AIG in Iraq: A Cruel Way to Make a Buck

April 21st, 2009 by

AIG has been in the news mostly for its ingenious method of losing money: insuring the riskiest possible financial transactions and tanking after these risks go bad. But give the biggest insurance company in the world some credit. They still know how to make money the old fashioned way: collecting premiums and denying claims. To be sure, this strategy is not easy to do in the states, where public scrutiny is never more than a phone call away. But it works rather effectively in Iraq.

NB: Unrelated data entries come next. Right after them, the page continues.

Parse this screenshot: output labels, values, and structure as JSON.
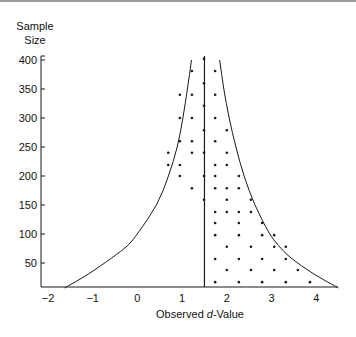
{
  "chart_data": {
    "type": "scatter",
    "title": "",
    "ylabel_lines": [
      "Sample",
      "Size"
    ],
    "xlabel_prefix": "Observed ",
    "xlabel_italic": "d",
    "xlabel_suffix": "-Value",
    "xlim": [
      -2,
      4.5
    ],
    "ylim": [
      7,
      400
    ],
    "x_ticks": [
      -2,
      -1,
      0,
      1,
      2,
      3,
      4
    ],
    "x_tick_labels": [
      "−2",
      "−1",
      "0",
      "1",
      "2",
      "3",
      "4"
    ],
    "y_ticks": [
      50,
      100,
      150,
      200,
      250,
      300,
      350,
      400
    ],
    "y_tick_labels": [
      "50",
      "100",
      "150",
      "200",
      "250",
      "300",
      "350",
      "400"
    ],
    "grid": false,
    "reference_line": {
      "label": "mean d",
      "x": 1.5
    },
    "funnel_left": [
      [
        -1.63,
        7
      ],
      [
        -1.1,
        30
      ],
      [
        -0.55,
        60
      ],
      [
        -0.2,
        80
      ],
      [
        0.0,
        100
      ],
      [
        0.45,
        150
      ],
      [
        0.7,
        200
      ],
      [
        0.9,
        250
      ],
      [
        1.02,
        300
      ],
      [
        1.12,
        350
      ],
      [
        1.21,
        400
      ]
    ],
    "funnel_right": [
      [
        4.5,
        7
      ],
      [
        3.95,
        30
      ],
      [
        3.4,
        60
      ],
      [
        3.15,
        80
      ],
      [
        2.95,
        100
      ],
      [
        2.62,
        150
      ],
      [
        2.38,
        200
      ],
      [
        2.2,
        250
      ],
      [
        2.05,
        300
      ],
      [
        1.93,
        350
      ],
      [
        1.84,
        400
      ]
    ],
    "points": [
      [
        1.49,
        402
      ],
      [
        1.22,
        381
      ],
      [
        1.74,
        381
      ],
      [
        1.49,
        360
      ],
      [
        0.95,
        340
      ],
      [
        1.22,
        340
      ],
      [
        1.74,
        340
      ],
      [
        1.49,
        321
      ],
      [
        0.95,
        300
      ],
      [
        1.22,
        300
      ],
      [
        1.74,
        300
      ],
      [
        1.49,
        279
      ],
      [
        2.0,
        279
      ],
      [
        0.95,
        260
      ],
      [
        1.22,
        260
      ],
      [
        1.74,
        260
      ],
      [
        0.69,
        240
      ],
      [
        1.22,
        240
      ],
      [
        1.49,
        240
      ],
      [
        2.0,
        240
      ],
      [
        0.69,
        219
      ],
      [
        0.95,
        219
      ],
      [
        1.74,
        219
      ],
      [
        2.0,
        219
      ],
      [
        0.95,
        200
      ],
      [
        1.49,
        200
      ],
      [
        1.74,
        200
      ],
      [
        2.27,
        200
      ],
      [
        1.22,
        179
      ],
      [
        1.74,
        179
      ],
      [
        2.0,
        179
      ],
      [
        2.27,
        179
      ],
      [
        1.49,
        159
      ],
      [
        2.0,
        159
      ],
      [
        2.54,
        159
      ],
      [
        1.74,
        138
      ],
      [
        2.0,
        138
      ],
      [
        2.27,
        138
      ],
      [
        2.54,
        138
      ],
      [
        1.74,
        119
      ],
      [
        2.27,
        119
      ],
      [
        2.79,
        119
      ],
      [
        1.74,
        98
      ],
      [
        2.27,
        98
      ],
      [
        2.79,
        98
      ],
      [
        3.06,
        98
      ],
      [
        2.0,
        78
      ],
      [
        2.54,
        78
      ],
      [
        3.06,
        78
      ],
      [
        3.32,
        78
      ],
      [
        1.74,
        57
      ],
      [
        2.27,
        57
      ],
      [
        2.79,
        57
      ],
      [
        3.32,
        57
      ],
      [
        2.0,
        38
      ],
      [
        2.54,
        38
      ],
      [
        3.06,
        38
      ],
      [
        3.59,
        38
      ],
      [
        1.74,
        17
      ],
      [
        2.27,
        17
      ],
      [
        2.79,
        17
      ],
      [
        3.32,
        17
      ],
      [
        3.86,
        17
      ]
    ],
    "colors": {
      "ink": "#1a1a1a",
      "background": "#ffffff"
    }
  }
}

T. Christian Miller from Propublica and Doug Smith from the LA Times have described in great detail how AIG transformed Iraq into a business opportunity with an enormous upside. AIG is the predominant workers comp carrier in the war-torn country, insuring civilian workers. When these workers are injured – and the injuries can be devastating – AIG has routinely denied their claims for basic medical care, artificial limbs and desparately needed counseling for post-traumatic stress syndrome. More than 1,400 civilian workers have died and 31,000 have been wounded or injured in the two war zones.
Insurers have collected more than $1.5 billion in premiums paid by U.S. taxpayers and have earned nearly $600 million in profit, according to congressional investigators. That’s nearly 40 percent profit after expenses – an unheard of loss ratio in the states.
Collect and Deny
The AIG strategy is deceptively simple: first, charge exorbitant fees for premiums, roughly 100 percent of a worker’s pay. (Don’t feel sorry for the companies paying these premiums; they are fully reimbursed by taxpayers.) Then, accept all the small claims and fight almost any claim involving lost time (more than four days of disability). Delay, delay, delay. Never make a payment until ordered to do so by a court.

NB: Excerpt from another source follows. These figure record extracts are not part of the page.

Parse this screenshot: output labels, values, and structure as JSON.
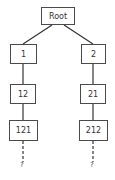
{
  "diagram": {
    "type": "tree",
    "root": {
      "label": "Root"
    },
    "nodes": [
      {
        "id": "root",
        "label": "Root"
      },
      {
        "id": "n1",
        "label": "1"
      },
      {
        "id": "n2",
        "label": "2"
      },
      {
        "id": "n12",
        "label": "12"
      },
      {
        "id": "n21",
        "label": "21"
      },
      {
        "id": "n121",
        "label": "121"
      },
      {
        "id": "n212",
        "label": "212"
      },
      {
        "id": "q1",
        "label": "?"
      },
      {
        "id": "q2",
        "label": "?"
      }
    ],
    "edges": [
      {
        "from": "Root",
        "to": "1",
        "style": "solid"
      },
      {
        "from": "Root",
        "to": "2",
        "style": "solid"
      },
      {
        "from": "1",
        "to": "12",
        "style": "solid"
      },
      {
        "from": "2",
        "to": "21",
        "style": "solid"
      },
      {
        "from": "12",
        "to": "121",
        "style": "solid"
      },
      {
        "from": "21",
        "to": "212",
        "style": "solid"
      },
      {
        "from": "121",
        "to": "?",
        "style": "dashed"
      },
      {
        "from": "212",
        "to": "?",
        "style": "dashed"
      }
    ]
  },
  "labels": {
    "root": "Root",
    "n1": "1",
    "n2": "2",
    "n12": "12",
    "n21": "21",
    "n121": "121",
    "n212": "212",
    "q_left": "?",
    "q_right": "?"
  },
  "colors": {
    "line": "#333333",
    "box_border": "#4a4a4a",
    "background": "#ffffff"
  }
}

The denial rate on serious claims is pretty astonishing: about 44 percent. How could you argue that any injury – let alone a serious one – is not work-related, as civilian employees are in Iraq for one purpose, supporting the war effort? In addition, fully half the claims for PTSD are denied. All this in the context of a war where catastrophic injuries are all too common and legitimate PTSD is as prevalent as cuts in a glass factory. How many state-side workers have watched co-workers blown to pieces by roadside bombs? Do you think that such incidents might qualify as PTSD?
AIG used the argument of extremely high-risk working conditions to boost the premiums. Then they turned around and used the strategy of denial to boost profits. Who says capitalism is dead?

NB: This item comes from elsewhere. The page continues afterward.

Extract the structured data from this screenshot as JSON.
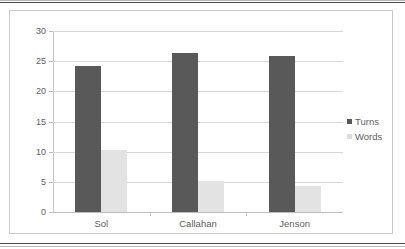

I suppose you could argue that this reporting is just piling on poor AIG.The behemoth just cannot catch a PR break. Oh, well, dear reader, don’t waste too much energy feeling sorry for AIG. After all, you are paying for AIG big time: in the bailout that exceeds $200 billion; in the war-based premiums that generate profits nearing 40 percent; and in all likelihood, in the social costs of caring for devastated civilian employees, who have so much difficulty accessing the comp benefits to which they are entitled.
AIG may not know diddly about the risk in risky financial vehicles, but they certainly know how to make money in conventional comp insurance. Of course, it helps that the injured workers are so invisible, like obscure figures in a desert sand storm, struggling blindly to find some kind of shelter in a harsh and unsympathetic world.